What is Malaria?

Malaria is a deadly disease transmitted to people by mosquitoes. Malaria was eliminated in the U.S. in 1951, but it remains one of the most serious global health problems. 

Pregnant women and children are most at risk of dying from malaria, but the disease is both preventable and treatable. In 2022, Jhpiego-supported programs provided 1.9 million pregnant women with preventive treatment, 3.3 million children with seasonal malaria chemoprevention and 16 million children and adults with prompt malaria confirmatory testing and appropriate treatment

Pregnant women and children account for the vast majority of deaths due to malaria in Africa.


Jhpiego is investing, innovating and implementing to help delivery zero malaria.

On World Malaria Day, April 25, Jhpiego’s staff implementing malaria projects joined with the global malaria community under the theme: Time to Deliver Zero Malaria: Invest, Innovate, Implement. Toward that goal, Jhpiego supports national malaria programs in 20 countries in sub-Saharan Africa and Asia to deliver quality prevention, diagnosis and treatment services so that women and families receive the right care at the right time. Much of our work focuses on strengthening health facilities and the skills of health care providers to significantly reduce illness and death, especially among those most at risk, pregnant women and children under five.

With this selection of stories from Rwanda, Ghana and Tanzania we invite you to meet some of our frontline health workers and their ongoing efforts to prevent, diagnose and treat malaria.  

Lab technicians learn to identify more malaria species

According to Tharcisse Munyaneza, the Senior Parasitology Officer at the Rwanda Biomedical Center, Jhpiego-support malaria microscopy training was a milestone for lab technicians who improved their diagnostic skills.

Empowering health information officers enhances malaria service delivery

In Ghana, Joseph Boye-Doe, a deputy regional health information officer, leads comprehensive training and coaching programs for health information officers, which improve delivery of malaria care services.

Integrated malaria dashboards enhance data use for decision-making

For Abdallah Hamisi, interactive dashboards aid in timely data visualization and use for decision-making in Tanzania.


How we make an impact

Prevention

We educate communities about the use of insecticide-treated bed nets and, where beneficial, provide preventive treatment for pregnant women and children under 5.

Diagnosis and treatment

We empower health workers at the community and facility levels to test for malaria and treat malaria cases.

Surveillance

We support case detection, follow-up, investigation and data collection to understand the impact of the disease on communities.

Technical Approach to Malaria Prevention and Treatment

As a young doctor in Ghana, Gladys Tetteh saw too many children die from severe malaria.

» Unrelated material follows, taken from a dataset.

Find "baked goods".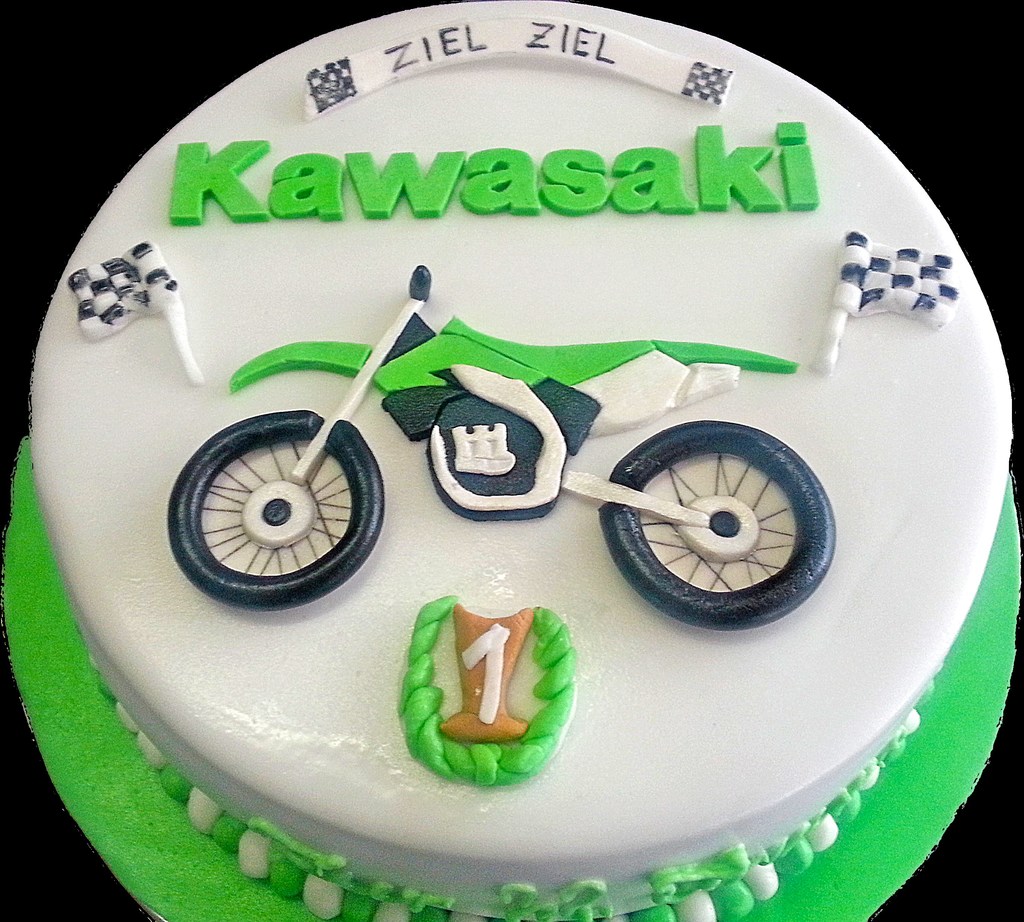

Families needed better health education so they  could spot the symptoms of malaria and bring their children in for a  test and treatment. Today, Dr. Tetteh oversees Jhpiego’s expansive malaria programs operating in more than 20 countries in partnership with Ministries of Health. “We know how to beat malaria,” she says. “With an arsenal of malaria fighting tools, Jhpiego contributes to innovative global efforts to address and beat malaria in communities across Africa and Asia.”

Read more about our malaria work

MALARIA RESOURCES


The Problem Tree and Results Chain (PTRC) Tool

Under the USAID Malaria Action Program for Districts (MAPD) implemented in Uganda, Jhpiego and the Malaria Consortium used the PTRC analysis approach to identify demand and supply barriers responsible for the low uptake of intermittent preventive treatment of malaria in pregnancy (IPTp). Using the results, MAPD was able to develop impactful interventions and solutions for sustained improvement.  

See the brief

Beyond ExxonMobil: Sustaining the Gains

A Technical Brief showcasing a decade-long strategic partnership between Jhpiego and the ExxonMobil Foundation. Read to learn about our project, best-practice approaches used to improve the quality of malaria services, achievements, challenges and recommendations.

See the brief

Community-IPTp Increases Uptake of IPTp

The study results strengthen the evidence base for C-IPTp scale-up, which could significantly impact sub-Saharan Africa in mitigating existing health systems issues in the fight against malaria.

See the brief

Help us prevent malaria

With your support, together we can educate women and families on malaria prevention, empower health workers to test and treat, and support community case detection, follow-up, investigation and data collection.